Mystery of Unicorn Castle

This was another game bought cheap in the supermarket. A Dutch translation, it has some spelling and vocabulary mistakes, as well as rather wooden dialogue. The objects are mostly not disguised (made half-transparent, recoloured etc.) but there is much variation both in the style of object-finding, and the little interim games. The story: Jane Morrisson, an average American girl who has a recurrent dream about unicorns, is summoned to England after the death of a relative. There, in a castle which will go to the person who solves a certain riddle, she meets the other contestants: a wealthy young couple, as well as a police officer, a scholar who hopes to access the castle's library, and the creepy butler. The scholar asks if anyone would like to help him with his research; of course the pooch-toting rich woman declines, and the humble Jane accepts. Apparently there is a unicorn legend that is connected to Jane's dream, and she will have to find a secret entrance, forge a broken sword, mix a potion and rescue everyone else (including the beloved pooch) from both the castle ghosts and the creepy butler. The story is flimsy but ties the scenes together well enough, the music is pleasantly eerie yet with mundane sound effects (footsteps, ringing phones, smoke being exhaled in the smoking room) and of course the castle is the kind of extended musty attic I would love to inherit. The object-finding takes the following forms: straightforward finding using a list of descriptions: finding things in a dark room (first, find candles and matches to light them), finding things using their outlines, finding doubles, finding different objects with the same description (as in the butler's room where the player has to find only keys, and these do blend very well into the background), and clicking on the differences in apparently identical screens. Hints are dispensed by the ghosts swimming in the blank photograph above the item list.

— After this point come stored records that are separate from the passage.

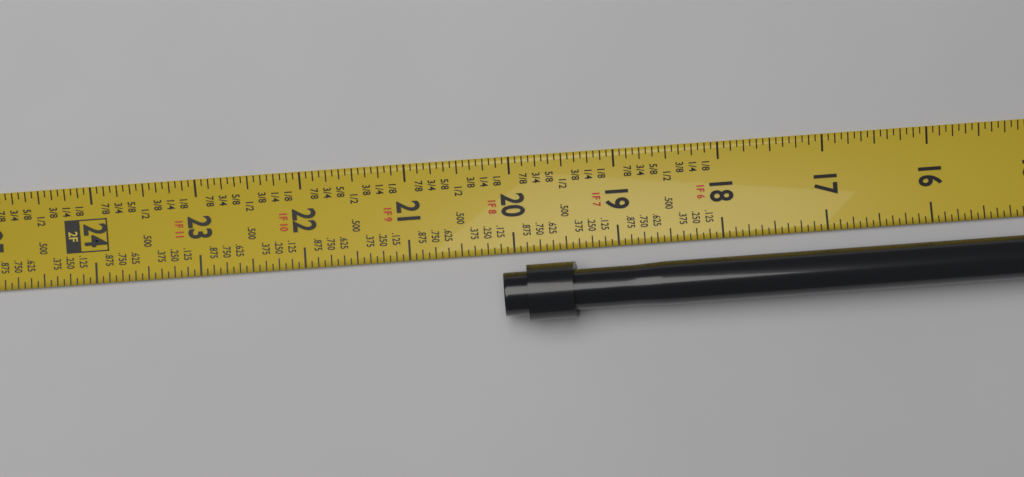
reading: 20.1250 in
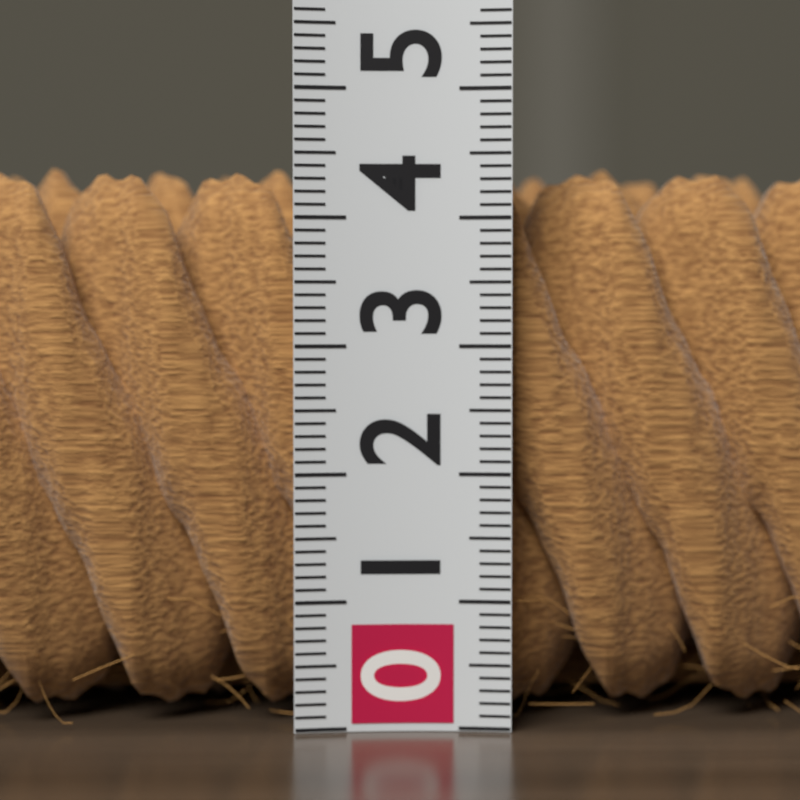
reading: 4.5 (no unit)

The minigames are adorable. Jane is constantly having to pick locks, whether by solving a pipe game, playing match-3 with animal masks, or arranging silver, bronze and green cogs. Or something is broken, and she has to put the pieces back together. The match-3 game is particularly hypnotic: the eyes of the animal masks light up every so often, and when three or more masks are lined up, they start to spin and then disappear with a whoosh. There are two endings: Jane defeats evil and everyone lives happily ever after, or Jane takes a potion of eternal youth and has to spend the rest of her life isolated from humanity. Both good to me.